Disabled account.
To clarify, my points 1 and 2 were mostly rants about the standard, not questions or anything really actionable.
The behavior of
ret 0
is indeed bogus, but it's a bug that only triggers when accessing memory at a constant location (e.g., like one would do when writing an OS), so I'll postpone these memory references are truly used.Returning in
rax
therdi
passed seems like a good idea. I'll see if that's easy to support.
I checked the standard and you're right, undefined behavior is triggered by the assignment. But even then, I think cc+qbe are not doing anything wrong because as far as I understand the clobber happens at the assignment in
main
.I now remember that
ret
with no argument is actually explicitly allowed in qbe to permit the compilation of fall-through returns. Usingret 0
is actually not an idea as good as I thought because that would make the test program crash insideg
; this behavior would violate the standard in case the return value is not used by the caller.That "dynamic" aspect of C about fall-through returns is really badly broken: 1.
return;
in a function which has a non-void return type is inconsistent with falling through; and 2. any function with "return type" T is actually a function which, upon return, either gives you a T back or void...

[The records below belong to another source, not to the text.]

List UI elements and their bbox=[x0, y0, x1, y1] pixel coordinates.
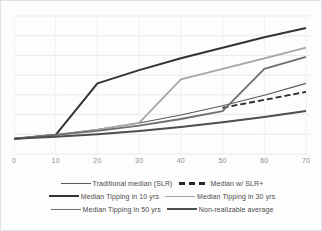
x-tick-label-60: 60 bbox=[260, 157, 268, 164]
legend-item-4[interactable]: Median Tipping in 50 yrs bbox=[51, 206, 161, 213]
legend-swatch-1 bbox=[179, 182, 209, 185]
legend-row-1: Median Tipping in 10 yrsMedian Tipping i… bbox=[14, 190, 310, 202]
x-tick-label-10: 10 bbox=[52, 157, 60, 164]
x-tick-label-50: 50 bbox=[218, 157, 226, 164]
legend-label-0: Traditional median (SLR) bbox=[93, 180, 173, 187]
x-axis-ticks: 010203040506070 bbox=[14, 157, 310, 171]
legend-item-1[interactable]: Median w/ SLR+ bbox=[179, 180, 264, 187]
legend-label-2: Median Tipping in 10 yrs bbox=[81, 193, 159, 200]
legend-row-0: Traditional median (SLR)Median w/ SLR+ bbox=[14, 177, 310, 189]
legend-swatch-3 bbox=[165, 196, 195, 197]
series-line-3 bbox=[14, 48, 306, 139]
chart-frame: 010203040506070 Traditional median (SLR)… bbox=[0, 0, 322, 231]
legend-item-5[interactable]: Non-realizable average bbox=[167, 206, 274, 213]
legend-row-2: Median Tipping in 50 yrsNon-realizable a… bbox=[14, 203, 310, 215]
x-tick-label-30: 30 bbox=[135, 157, 143, 164]
legend-item-0[interactable]: Traditional median (SLR) bbox=[61, 180, 173, 187]
legend-label-1: Median w/ SLR+ bbox=[211, 180, 264, 187]
legend-item-3[interactable]: Median Tipping in 30 yrs bbox=[165, 193, 275, 200]
series-line-0 bbox=[14, 83, 306, 138]
series-line-4 bbox=[14, 57, 306, 139]
legend-label-4: Median Tipping in 50 yrs bbox=[83, 206, 161, 213]
x-tick-label-70: 70 bbox=[302, 157, 310, 164]
x-tick-label-0: 0 bbox=[12, 157, 16, 164]
series-lines bbox=[14, 28, 306, 139]
x-tick-label-20: 20 bbox=[93, 157, 101, 164]
legend-label-5: Non-realizable average bbox=[199, 206, 274, 213]
plot-area bbox=[14, 14, 310, 156]
legend-item-2[interactable]: Median Tipping in 10 yrs bbox=[49, 193, 159, 200]
line-chart-svg bbox=[14, 14, 310, 156]
legend-label-3: Median Tipping in 30 yrs bbox=[197, 193, 275, 200]
legend-swatch-0 bbox=[61, 183, 91, 184]
x-tick-label-40: 40 bbox=[177, 157, 185, 164]
legend-swatch-5 bbox=[167, 208, 197, 210]
legend-swatch-2 bbox=[49, 195, 79, 197]
legend-swatch-4 bbox=[51, 209, 81, 210]
chart-legend: Traditional median (SLR)Median w/ SLR+Me… bbox=[14, 177, 310, 219]
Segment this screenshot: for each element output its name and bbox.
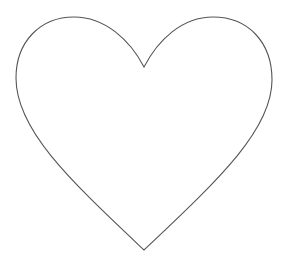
- heart-canvas: [0, 0, 282, 264]
- heart-outline: [16, 17, 272, 250]
- heart-icon: [0, 0, 282, 264]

Isn't this program triggering undefined behavior anyway? One possible solution could be to return the constant 0 on fall-through returns for non-void functions. What do you think?
For the __builtin_xxx issues, one option is to write regular functions in assembly that use an efficient implementation, and link those to all the executables created.
When speed is critical QBE instructions could be added but, as much as possible, QBE's instruction selection should be improved (for e.g., rol ror).
If I understand correctly, it is a case identical to the one we have seen earlier with divisions by zero. Consequently, this is also an issue which I should fix in QBE.
I would heavily prioritize memory-safety checks. Those are the ones responsible for serious vulnerabilities. An undefined overflow is only a problem when your compiler makes dumb assumptions about it not possibly happening; it could be the first step of an exploit but is likely followed by an unsafe memory access.